Despite the vast accumulation of genomic data, the RNA regulatory code must still be better understood. Genomic foundation models, pre-trained on large datasets, can adapt RNA representations for biological prediction tasks. However, current models rely on training strategies like masked language modeling and next token prediction, borrowed from domains such as text and vision, which lack biological insights. Experimental methods like eCLIP and ribosome profiling help study RNA regulation but are expensive and time-consuming. Machine learning models trained on genetic sequences provide an efficient, cost-effective alternative, predicting essential cellular processes like alternative splicing and RNA degradation.

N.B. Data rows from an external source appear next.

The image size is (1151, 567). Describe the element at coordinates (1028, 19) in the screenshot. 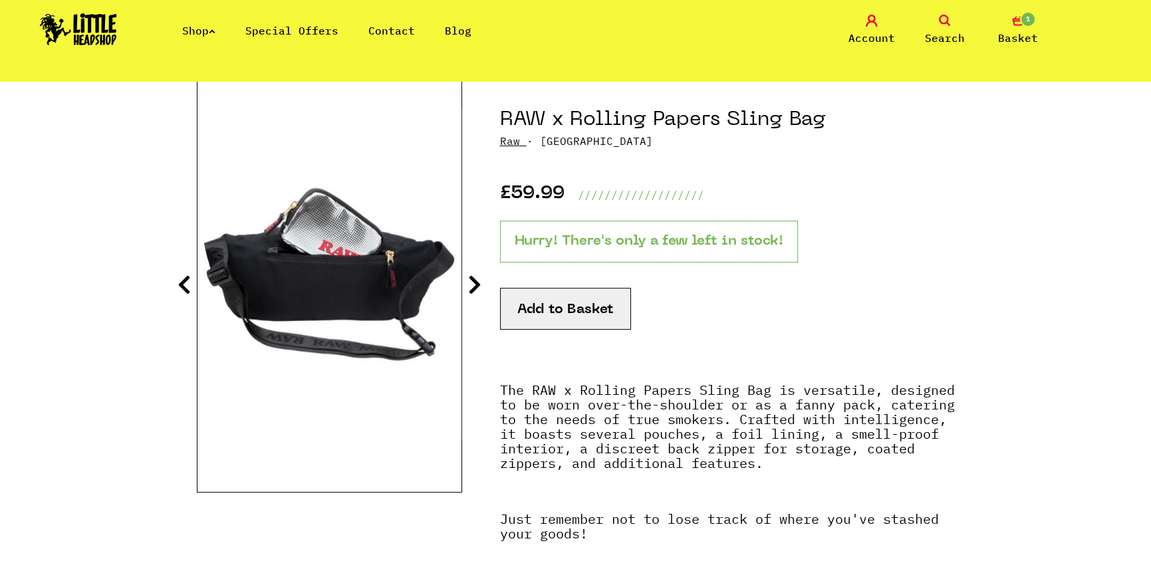

I see `span: 1` at that location.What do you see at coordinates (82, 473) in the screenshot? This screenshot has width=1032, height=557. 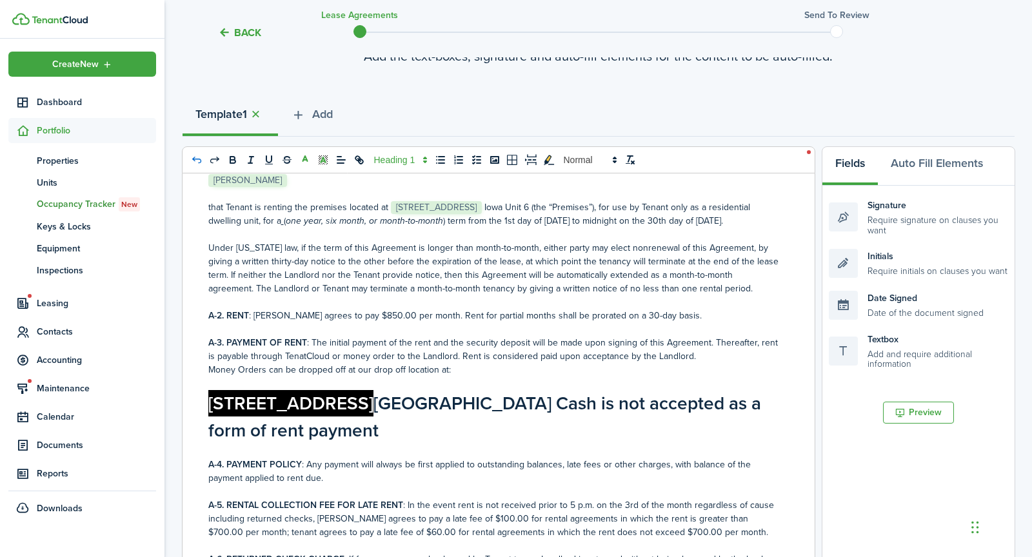 I see `a: Reports` at bounding box center [82, 473].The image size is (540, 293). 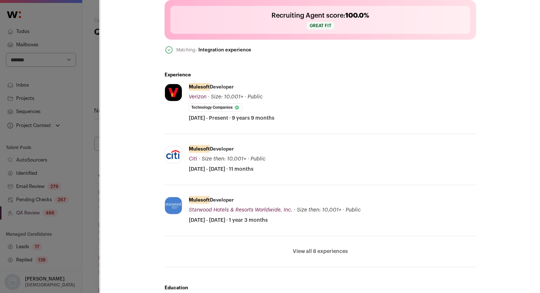 What do you see at coordinates (216, 108) in the screenshot?
I see `li: Technology Companies` at bounding box center [216, 108].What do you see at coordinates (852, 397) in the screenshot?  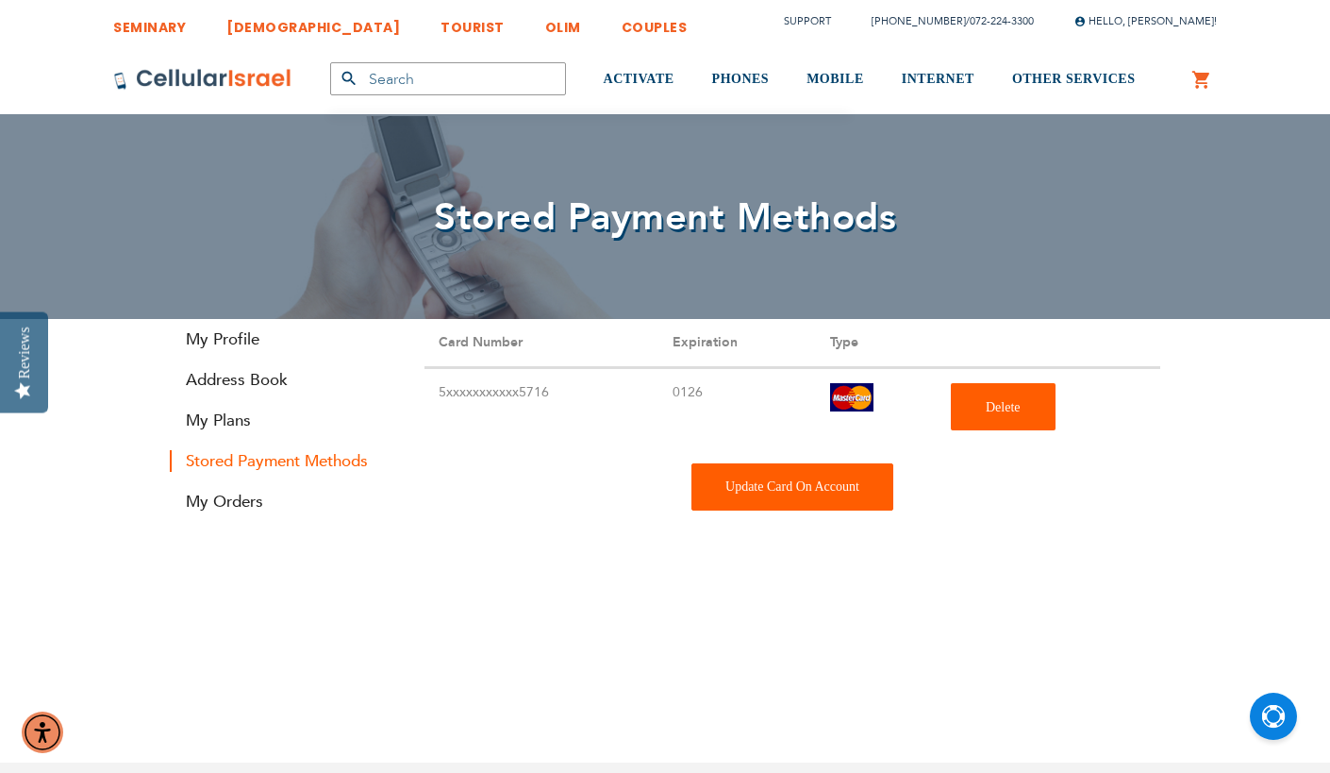 I see `img: mc.png` at bounding box center [852, 397].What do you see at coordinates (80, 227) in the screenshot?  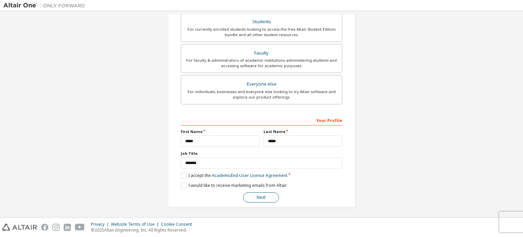 I see `img: youtube.svg` at bounding box center [80, 227].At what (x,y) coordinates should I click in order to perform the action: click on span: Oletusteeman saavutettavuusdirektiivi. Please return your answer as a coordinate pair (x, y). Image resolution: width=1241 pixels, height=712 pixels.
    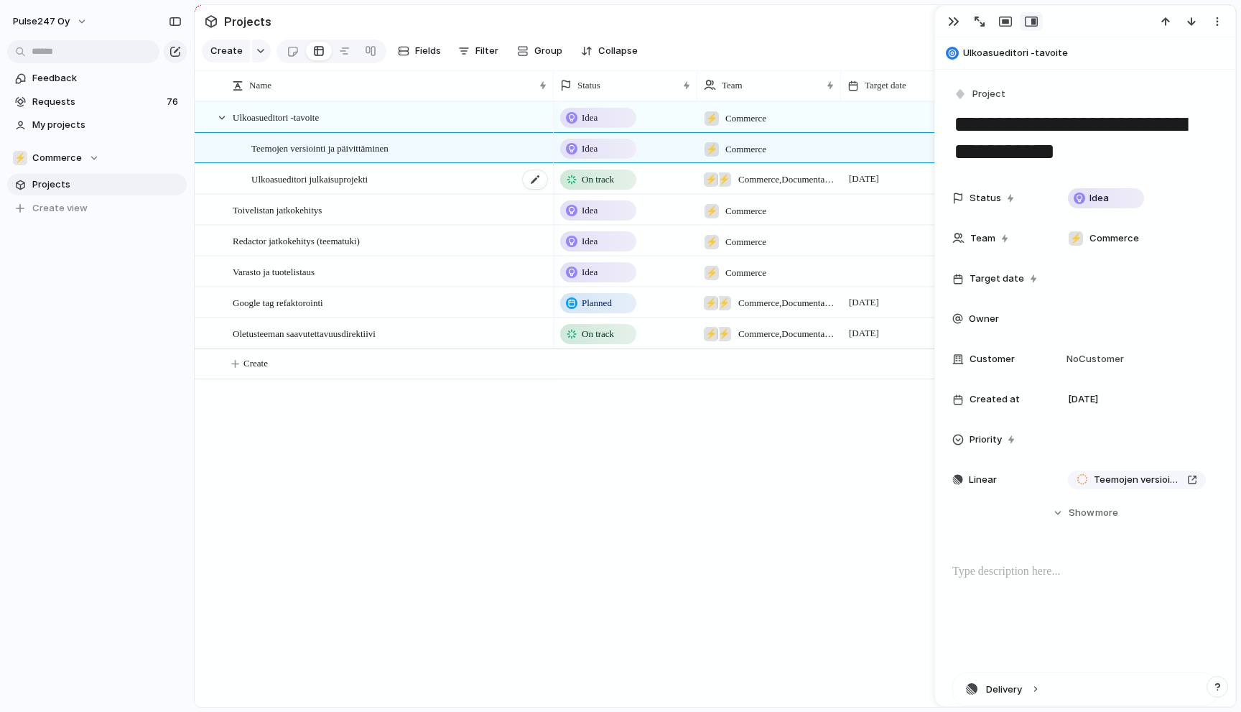
    Looking at the image, I should click on (304, 332).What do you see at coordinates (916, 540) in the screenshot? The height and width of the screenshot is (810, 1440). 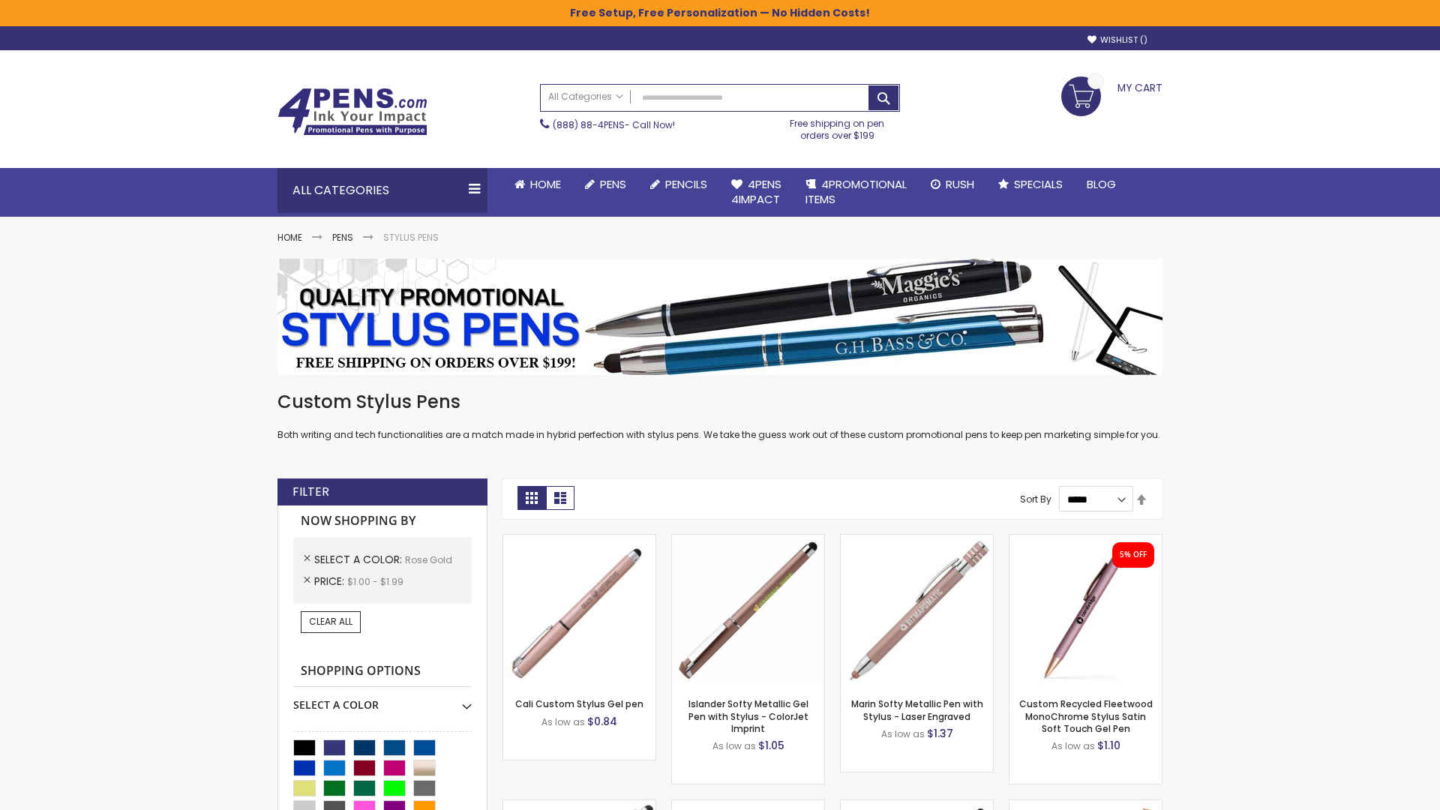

Recent research proposes using foundation models in genomics, employing self-supervised learning (SSL) to train on unlabeled data. At the same time, these models aim to generalize well across tasks with fewer labeled samples. Genomic sequences present challenges due to low diversity and high mutual information, as constrained by evolutionary forces. Consequently, SSL models often reconstruct non-informative parts of the genome, leading to ineffective representations for RNA prediction tasks. Despite improvements in model scaling, the performance gap between SSL-based approaches and supervised learning remains wide, indicating the need for better strategies in genomic modeling.
Researchers from institutions including the Vector Institute and the University of Toronto have introduced Orthrus, an RNA foundation model pre-trained using a contrastive learning objective with biological augmentations. Orthrus maximizes the similarity between RNA transcripts from splice isoforms and orthologous genes across species, using data from 10 model organisms and over 400 mammalian species in the Zoonomia Project. By leveraging functional and evolutionary relationships, Orthrus significantly outperforms existing genomic models on mRNA property prediction tasks. The model excels in low-data environments, requiring minimal fine-tuning to achieve state-of-the-art performance in RNA property predictions.
The study employs contrastive learning to analyze RNA splicing and orthology using modified InfoNCE loss. RNA isoforms and orthologous sequences are paired to identify functional similarities, and the model is trained to minimize the loss. The research introduces four augmentations—alternative splicing across species, orthologous transcripts from over 400 species, gene identity-based orthology, and masked sequence inputs. The Mamba encoder, a state-space model optimized for long sequences, is used to learn from RNA data. Evaluation tasks include RNA half-life, ribosome load, protein localization, and gene ontology classification, using various datasets for performance comparison.
Orthrus employs contrastive learning to build a structured representation of RNA transcripts, enhancing the similarity between functionally related sequences while minimizing it for unrelated ones. This dataset is constructed by pairing transcripts based on alternative splicing and orthologous relationships, assuming these pairs are functionally closer than random ones. Orthrus processes RNA sequences through the Mamba encoder and applies decoupled contrastive learning (DCL) loss to distinguish between related and unrelated pairs. Results show Orthrus outperforms other self-supervised models in predicting RNA properties, demonstrating its effectiveness in tasks like RNA half-life prediction and gene classification.
In conclusion, Orthrus leverages an evolutionary and functional perspective to capture RNA diversity by using contrastive learning to model sequence similarities from speciation and alternative splicing events. Unlike prior self-supervised models focused on token prediction, Orthrus effectively pre-trains on evolutionarily related sequences, reducing reliance on genetic diversity. This approach enables strong RNA property predictions like half-life and ribosome load, even in low-data scenarios. While the method excels in capturing shared functional regions, potential limitations arise in cases where isoform variation minimally impacts certain RNA properties. Orthrus demonstrates superior performance over reconstruction-based methods, paving the way for improved RNA representation learning.